Let’s get the MVP out ASAP
Move fast and break things
Ideas are cheap, execution is everything
Get something out quickly and then iterate based on customer feedback
How many versions of this advice have we all heard? Probably too many.
Most product advice centers on shipping fast, yet I can’t name a single product that won just because they shipped fast.
Products don’t win because they ship fast, they win because they break through.
Products win by solving a problem customers didn’t know they had, and doing it so well, so memorably, that after trying it, they can’t live without it.
MVPs made sense a decade ago when shipping was hard. It helped separate talkers from builders.
Now, shipping is easy. Differentiation isn’t.
Why?
Because today, there’s just too much noise.
If you take any idea, there are usually a dozen products already doing the same thing or something close.
Customers will naturally wonder, “Isn’t this just like X? How is it different from Y?” if they notice you at all.
Plenty of PMs still fall for the flawed MVP trap for their 0-1 product. They cut scope, ship the bare minimum, tick another box on the roadmap, drop a Slack announcement, and bask in the emoji parade like they’ve just changed the world.
Then come the poor referrals and retention, but no worries, it’s just a “marketing problem,” right?
Next step? Team up with sales and marketing to throw some paid traffic at the problem, hoping for a miracle.
I know this because I have done this too many times than I’d like to admit.
What they often miss is that it’s almost always a product problem, not a distribution one.
All distribution does for a bad product is speed up the disappointment.
With so many options out there, most products don’t get a real second chance to make an impression.
Customers don’t have to forgive you, they’ll just forget you.
To win today, you need more than a Minimum Viable Product.
You need a Minimum Memorable Product.
Products that break out don’t ship faster, they ship differentiated.
They nail 1-2 features that make the value unmistakable.
They make it blindingly obvious from day one why they’re better, cheaper, faster or simply more delightful.
They obsess over copy, design and experience to make sure customers get it, and more importantly, talk about it.
The best products create word of mouth before they create marketing budgets.
They generate so much word of mouth that growth feels organic, delaying the need for performance marketing or formal GTM plans until much later.
Not differentiating early on is almost always a sign of intellectual laziness and lack of clear thinking.
So why is clear thinking so rare? Because it is hard and uncomfortable!
It’s much easier to blame distribution than to admit you don’t really understand your customer.
Clear thinking also isn’t always actionable, and in a culture obsessed with motion, that feels wrong.
PMs feel the need to look busy. So they flood Slack, fill Jira, and bombard designers with Figma comments.
They confuse activity for momentum.
It’s easier to spend 3 hours on Slack debating a feature than to sit quietly and ask yourself the hard questions:
What’s the real jobs to be done here?
How can my product solve it it a unique way?
Why would a customer even care?
What barriers stop them from using it?
What doubts or biases do they have about my product?
What will trigger them to try this?
What would make it unforgettable?
What don’t I understand about my customer?
In big companies, it gets worse, PMs feel they must always look like they know, so they hide behind a facade of confidence instead of admitting I don’t know, fearing it might look like weakness.
Instead, they hide behind GTM plans and cross-functional alignment, quietly burning budget on a product no one actually loves.
Spending time on differentiation early will save you enormous pain, time, and money later.
If you don’t want to be just another me-too product lost in the noise, you don’t need an MVP.
You need something unforgettable, from day one.
You mention “the best products create word of mouth”
True, but ‘word of mouth’ isn’t a sustainable growth strategy.
There are only five growth strategies that exist, and your product probably only fits one. Press isn’t a growth strategy, and neither is word of mouth.
The five growth strategies are:
1. high-touch sales
2. paid advertising
3. intrinsic virality
4. intrinsic influencer incentives (Twitch)
5. platform hacks
— Emmet Shear
Most breakout products did not start as a “Minimum Memorable Product.” Notion, Figma, Slack, Superhuman, all started rough and they they became sticky through years of learning and building with their early users.
Demanding "memorable from day one" sets a perfectionist trap. You end up overbuilding in isolation, crafting “brilliant” features for customers who never asked for them.
If you ship late, you risk shipping wrong. MVPs de-risk that.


> _Task to complete_
Set down each line of the records once more, precisely, and omit the pictures.

[Stored data entries]
******************************
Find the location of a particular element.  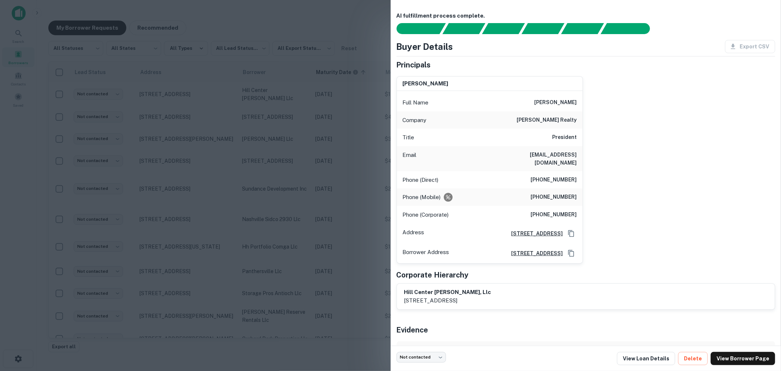

p: Phone (Corporate) is located at coordinates (426, 215).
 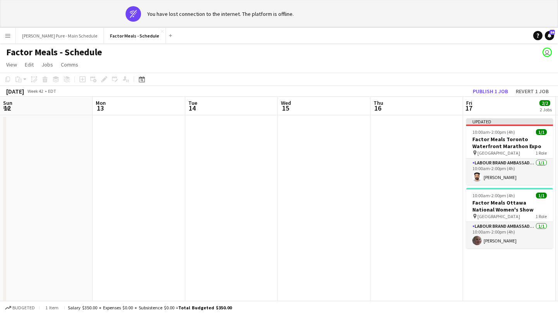 What do you see at coordinates (552, 32) in the screenshot?
I see `span: 84` at bounding box center [552, 32].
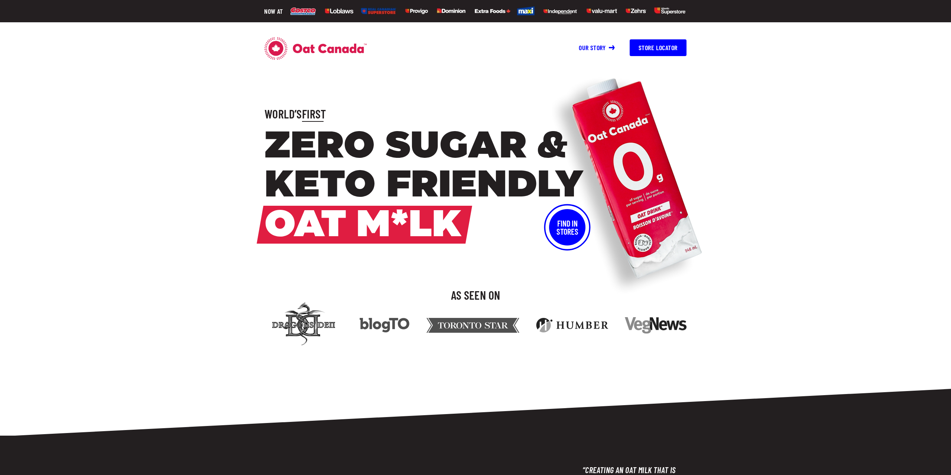  Describe the element at coordinates (363, 225) in the screenshot. I see `span: Oat M*lk` at that location.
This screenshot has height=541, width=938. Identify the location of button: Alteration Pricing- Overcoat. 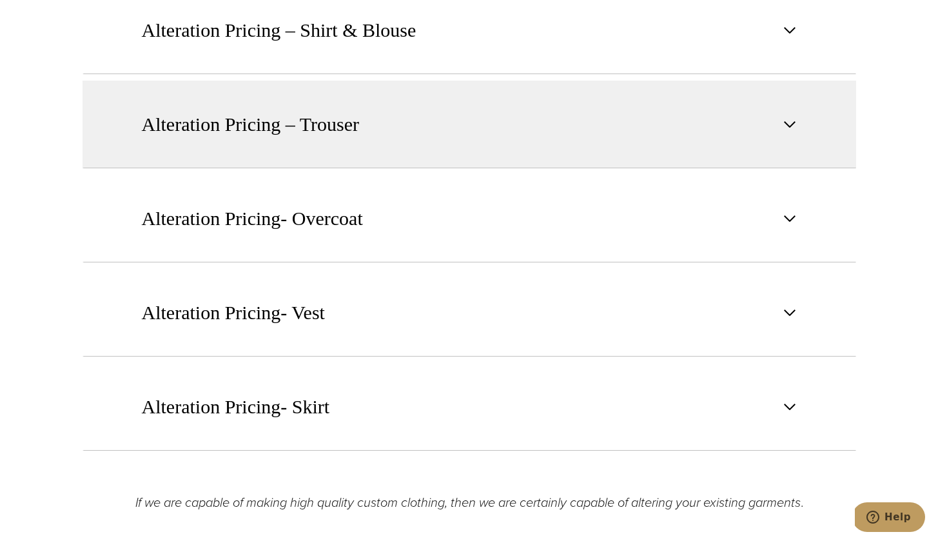
(469, 219).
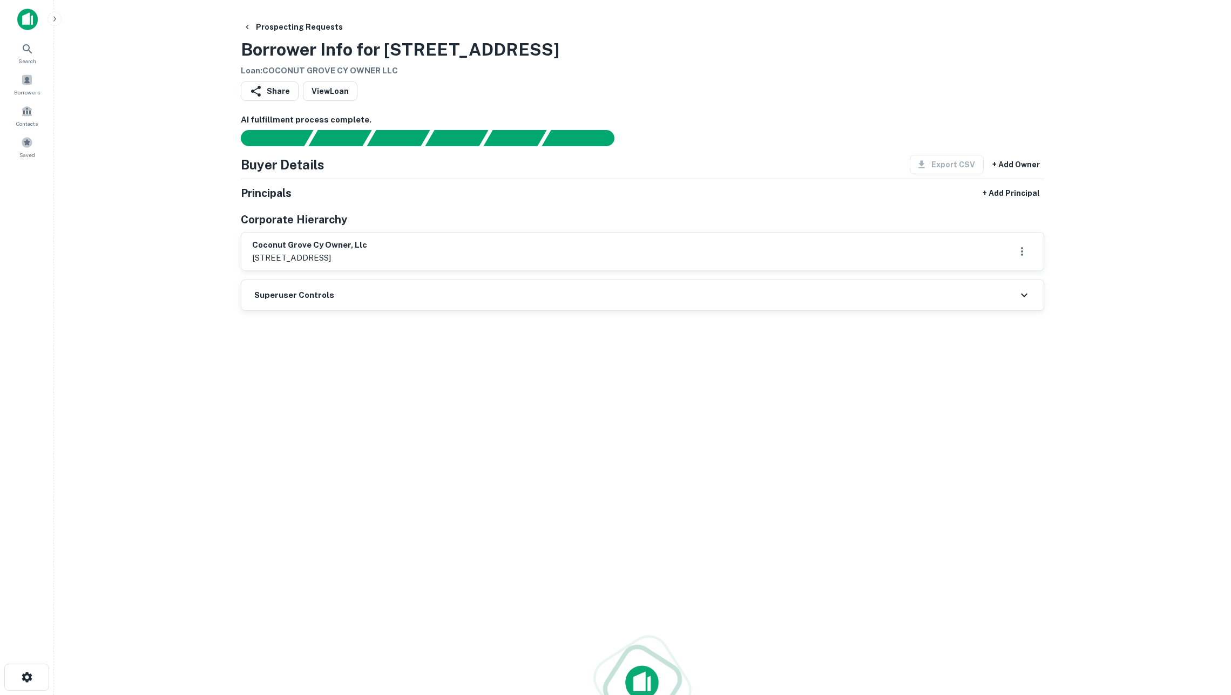  What do you see at coordinates (293, 27) in the screenshot?
I see `button: Prospecting Requests` at bounding box center [293, 27].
******************************
> _Response_
Find the location of a particular element.  

p: Phone (Corporate) is located at coordinates (426, 215).
  What do you see at coordinates (552, 32) in the screenshot?
I see `span: 84` at bounding box center [552, 32].
  Describe the element at coordinates (363, 225) in the screenshot. I see `span: Oat M*lk` at that location.
This screenshot has height=541, width=938. Identify the location of button: Alteration Pricing- Overcoat. 
(469, 219).
  What do you see at coordinates (293, 27) in the screenshot?
I see `button: Prospecting Requests` at bounding box center [293, 27].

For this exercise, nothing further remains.